For what hot, sweet wine punch cannot cure, there is no cure. 

Mulled wine is a traditional hot, spiced wine made during the sad and cold winter months. It makes you warm, and in large enough quantity, drunk. Jewish Queen of the WASPy Hamptons, Ina Garten, has an absolutely fantastic recipe for mulled wine that calls for a rich Cabernet Sauvignon, ¼ cup of Manuka Honey and the zest of a blood orange.

But what if you don’t want to go shopping or spend a week’s paycheck on bee-food flown in from New Zealand? What if you want to be cozy and dozy and drunk on hot vino pronto? We do, which is why we’ve penned The Lazy Man’s Guide To Mulled Wine. As it turns out, you can make a decent steamy alcohol punch with only the ingredients spoiling in your refrigerator. It may not have Ina’s mazeltov, but it will drown your winter blues.

1.     You do not need a rich Cabernet Sauvignon. You don’t even need a Cabernet. (Or a bottle.) Are only restrictions are thus: it has to be red wine, and it has to be wine, not “wine product.” Franzia is absolutely fine, and we can see the bag behind the cereal on top of your refrigerator. Try for one bottle’s worth.

2.     Ina recommends you add apple cider. If you have some, great. You know what also works? Iced tea, for a bit of tannin-y goodness. Throw some Lipton bags in a bot of boiling water and use four cups of it in your SHWD (Steaming Hot Wine Drink).

3.     Honey is organic and beautiful and golden but sugar is also sweet, so, use that. Brown or raw sugar is best, but white will do.

4.     Ina loves cinnamon sticks for both their beauty and delicate scent. We love ground cinnamon because you probably have some from the one-time you made banana bread. Shake about a teaspoon into your wintry mix.

5.     Ideally, you would zest and juice one beautiful, sun-kissed orange. Here’s what you actually have: some aging Tropicana and a soft lemon. Splash ¼ cup of OJ in, and zest half the lemon.

6.     Good mulled wine has spicy bits, like whole cloves, star anise and bits of nutmeg.
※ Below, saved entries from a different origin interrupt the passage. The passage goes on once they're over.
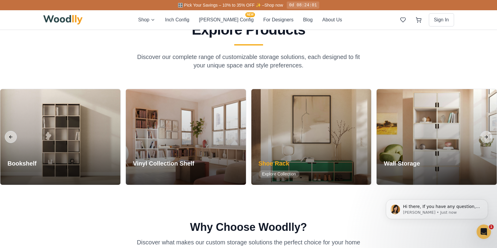  I want to click on span: NEW, so click(250, 15).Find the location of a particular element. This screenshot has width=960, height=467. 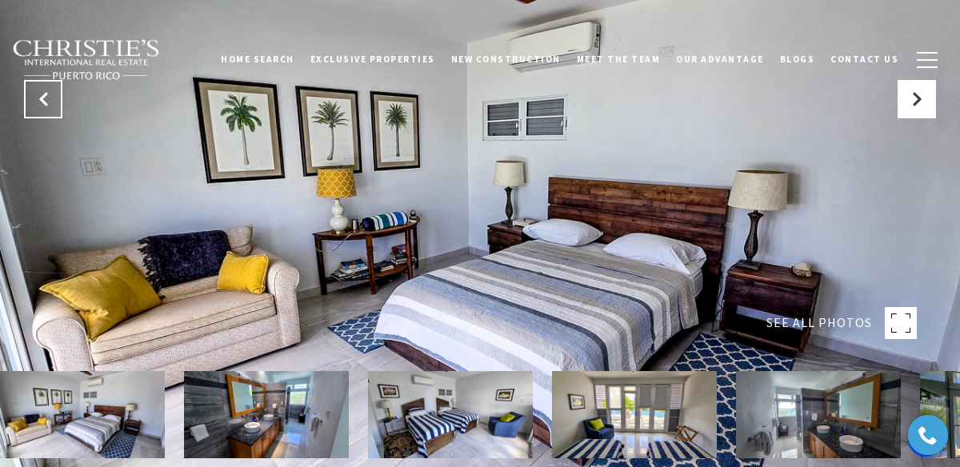

span: Contact Us is located at coordinates (864, 59).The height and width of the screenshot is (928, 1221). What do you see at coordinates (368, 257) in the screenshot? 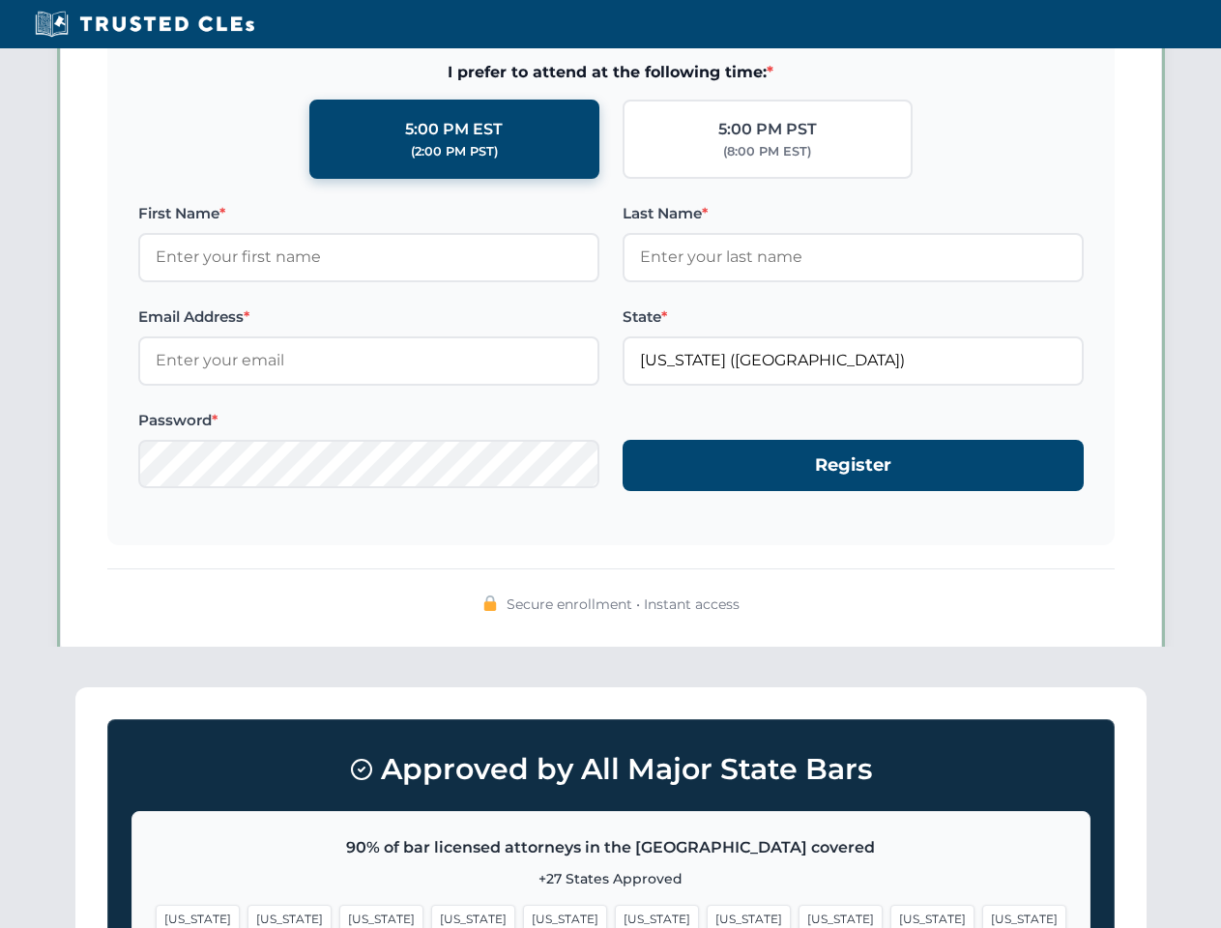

Our good-enough-to-imbibe-but-just-barely version makes use of whatever sweet powdered spices you have in the cabinet—think of anything you’d put in pumpkin pie. These are sometimes combined into “allspice” or “pumpkin pie spice,” or for a truly horrifying measure, you could see if the Starbucks down the block has a leftover jug of Pumpkin Spice Syrup.

7.     Combine everything in a pot, and simmer for ten minutes, then pour into mugs, learn a couple of wassailing tunes and get all kinds of Wine Soup Drunk.